Line 26 splits the text into an array of lines so we can loop through and add line numbers to each one. Line 27 gets the length of the array, numLines
, which we’ll use as a limit in the for
loop that starts on Line 31.
Before we start the loop, though, we need to know how wide (in characters) the line numbers will be. I could do this by turning numLines
into a string and getting its length, but there’s no mathematical fun in that. Instead, in Line 28, I took the integer portion of the base-10 logarithm of numLines
and added 1 to it. And because JavaScript doesn’t have a base-10 log function, I had to use the natural log of the numLines
and convert it to base 10 by multiplying it by the natural log of 10. Who says junior high math doesn’t come in handy?
Inside the loop, we prefix each line with the right-justified line number, a colon, and two spaces (we’ll get to the colon and the spaces in a minute), and push
the resulting string onto the end of the numbered
array, which we initialized as empty in Line 29.
With the loop finished, we join up the elements of numbered
with a newline character and replace the selection in the draft with the numbered lines.
So why the colon and the two spaces after the line number? Well, partly because I think it looks nice in a plain text file, but mostly because I have a JavaScript/jQuery function here on the blog that takes line-numbered source code formatted that way and styles it so the line numbers are visible but less intrusive.2 The setup is described in this post from way back in 2010.

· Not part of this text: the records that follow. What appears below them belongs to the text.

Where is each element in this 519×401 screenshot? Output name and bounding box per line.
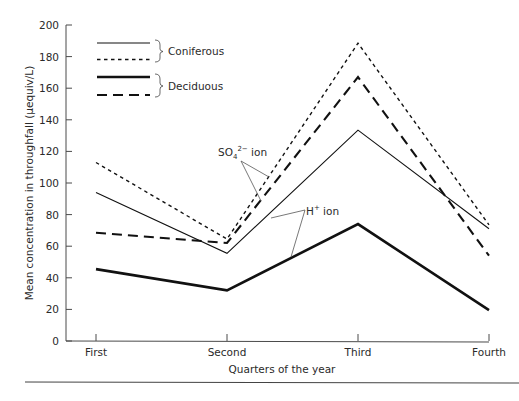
x-tick-label: Third xyxy=(344,346,372,358)
y-tick-label: 40 xyxy=(46,272,59,284)
annotation-h-ion: H+ ion xyxy=(271,204,339,257)
x-tick-label: Fourth xyxy=(472,346,506,358)
brace-icon xyxy=(155,74,163,97)
y-tick-label: 120 xyxy=(39,145,59,157)
bottom-rule xyxy=(25,382,519,383)
series-line-deciduous-so4-2-ion xyxy=(96,77,489,256)
y-tick-label: 160 xyxy=(39,82,59,94)
x-axis-label: Quarters of the year xyxy=(229,363,337,375)
legend-label-deciduous: Deciduous xyxy=(168,80,223,92)
brace-icon xyxy=(155,40,163,62)
x-tick-label: First xyxy=(85,346,107,358)
series-line-coniferous-h-ion xyxy=(96,130,489,253)
annotation-so4-label: SO42− ion xyxy=(218,145,267,161)
x-axis xyxy=(66,341,489,342)
x-ticks: FirstSecondThirdFourth xyxy=(85,334,506,358)
y-axis-label: Mean concentration in throughfall (μequi… xyxy=(23,66,35,301)
y-tick-label: 180 xyxy=(39,51,59,63)
y-tick-label: 140 xyxy=(39,114,59,126)
legend-label-coniferous: Coniferous xyxy=(168,45,224,57)
y-tick-label: 100 xyxy=(39,177,59,189)
y-tick-label: 80 xyxy=(46,209,59,221)
chart: Mean concentration in throughfall (μequi… xyxy=(0,0,519,401)
x-tick-label: Second xyxy=(208,346,247,358)
annotation-so4-ion: SO42− ion xyxy=(218,145,269,201)
series-line-deciduous-h-ion xyxy=(96,224,489,310)
y-tick-label: 0 xyxy=(52,335,59,347)
y-tick-label: 60 xyxy=(46,240,59,252)
annotation-h-label: H+ ion xyxy=(306,204,339,217)
y-ticks: 020406080100120140160180200 xyxy=(39,19,72,347)
series-line-coniferous-so4-2-ion xyxy=(96,43,489,239)
y-tick-label: 20 xyxy=(46,303,59,315)
axes xyxy=(66,25,489,342)
leader-line xyxy=(271,210,305,218)
legend: Coniferous Deciduous xyxy=(97,40,224,97)
y-tick-label: 200 xyxy=(39,19,59,31)
data-series xyxy=(96,43,489,310)
leader-line xyxy=(291,210,305,257)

I’ve been using Drafts 5 for almost two months now (I came in late to the beta), and I’ve been slowing building up and refining a set of actions to help me use it for nearly all of my iOS writing. Some of them are so customized for my way of working that they won’t be immediately useful to anyone else. But I’ll still post them, as they give a sense of what Drafts 5 is capable of, and they can be the starting point for your own scripts.